One thing that geneticists and evolutionary biologists try to do is figure out the evolutionary progression of speciation. How do different species arise? The Hawaiian Islands are one of the best places in the world to study this question and the Drosophila are the best tool. Dr. Kaneshiro took different but closely derived species and placed males of one with females of another together and observed. From genetic studies and estimated ages of the islands the scientists had some idea which species were ancestral and which were derived. The younger islands have flies whose closest relatives genetically are on the geologically older islands. The suspicion was that younger species derived from colonizers from the older islands. In the lab females of these ancestral stock rejected the courtship of the derived males, but, ancestral males were usually able to please the derived females. Kaneshiro also found that within a population males that had superior courtship abilities were very successful in mating with most females. Most of the females in the population were very choosy though there were always a small percentage of females that showed little discrimination. These females basically take whatever comes along. So what does this tell us about speciation?

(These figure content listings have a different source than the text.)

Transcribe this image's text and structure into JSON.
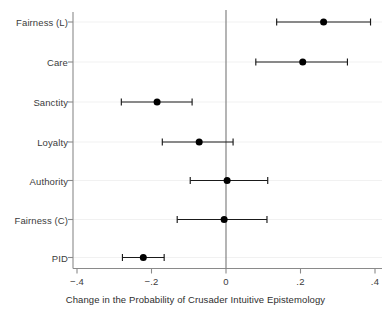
{
  "chart_data": {
    "type": "scatter",
    "orientation": "horizontal",
    "title": "",
    "xlabel": "Change in the Probability of Crusader Intuitive Epistemology",
    "ylabel": "",
    "xlim": [
      -0.45,
      0.42
    ],
    "xticks": [
      -0.4,
      -0.2,
      0,
      0.2,
      0.4
    ],
    "xtick_labels": [
      "−.4",
      "−.2",
      "0",
      ".2",
      ".4"
    ],
    "grid": true,
    "grid_axis": "y",
    "legend": "none",
    "reference_line_x": 0,
    "categories": [
      "Fairness (L)",
      "Care",
      "Sanctity",
      "Loyalty",
      "Authority",
      "Fairness (C)",
      "PID"
    ],
    "values": [
      0.262,
      0.206,
      -0.185,
      -0.072,
      0.003,
      -0.005,
      -0.222
    ],
    "ci_low": [
      0.136,
      0.08,
      -0.281,
      -0.171,
      -0.096,
      -0.131,
      -0.278
    ],
    "ci_high": [
      0.388,
      0.326,
      -0.091,
      0.019,
      0.112,
      0.11,
      -0.166
    ],
    "series": [
      {
        "name": "Change in probability",
        "points": [
          {
            "category": "Fairness (L)",
            "estimate": 0.262,
            "ci_low": 0.136,
            "ci_high": 0.388
          },
          {
            "category": "Care",
            "estimate": 0.206,
            "ci_low": 0.08,
            "ci_high": 0.326
          },
          {
            "category": "Sanctity",
            "estimate": -0.185,
            "ci_low": -0.281,
            "ci_high": -0.091
          },
          {
            "category": "Loyalty",
            "estimate": -0.072,
            "ci_low": -0.171,
            "ci_high": 0.019
          },
          {
            "category": "Authority",
            "estimate": 0.003,
            "ci_low": -0.096,
            "ci_high": 0.112
          },
          {
            "category": "Fairness (C)",
            "estimate": -0.005,
            "ci_low": -0.131,
            "ci_high": 0.11
          },
          {
            "category": "PID",
            "estimate": -0.222,
            "ci_low": -0.278,
            "ci_high": -0.166
          }
        ]
      }
    ],
    "colors": {
      "marker": "#000000",
      "error_bar": "#1a1a1a",
      "axis": "#8a8a8a",
      "gridline": "#f1f1f1",
      "reference_line": "#777777",
      "text": "#3b3b3b",
      "background": "#ffffff"
    }
  }
}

Imagine a fertilized female from Kauai is blown to Niihau and with her newly hatched offspring colonizes that island. Now we have a tiny population with a small gene pool isolated from other individuals of the same species. Biologists call this a genetic bottleneck. Brothers and sisters are able to breed and the population survives and slowly builds up. With such a small gene pool and the intense inbreeding, genetic drift occurs resulting in changes within the group. Males born into this group may not have the right stuff to satisfy the females. Perhaps the population will die off from a lack of mating. But at this point, in the early stages of the founder event, the non-discriminating females save the day. They mate with the males despite their poor performance. Perhaps over time the male’s dance is simplified and the group has shifted to a larger percentage of females that are less discriminating. This explains how an ancestral male, with his elaborate moves, can satisfy a derived female who is less choosy and, how a derived male, with his simple skills, fails to woo the choosy ancestral stock.

Out of these conclusions came the Kaneshiro hypothesis. Basically it proposes that sexual selection, not the classic “survival of the fittest”, is the most important influence in the early stages of species creation. Kaneshiro states, “Changes within the sexual environment may be the entering ‘wedge’ for the speciation process.” When first published in 1976, Kaneshiro’s hypothesis was very controversial. Today it can be found in textbooks. There have been several lessons learned in Hawaii that have helped to change our fundamental understanding of life and its processes. This lesson came through the voyeuristic practices of entomologists in the lab.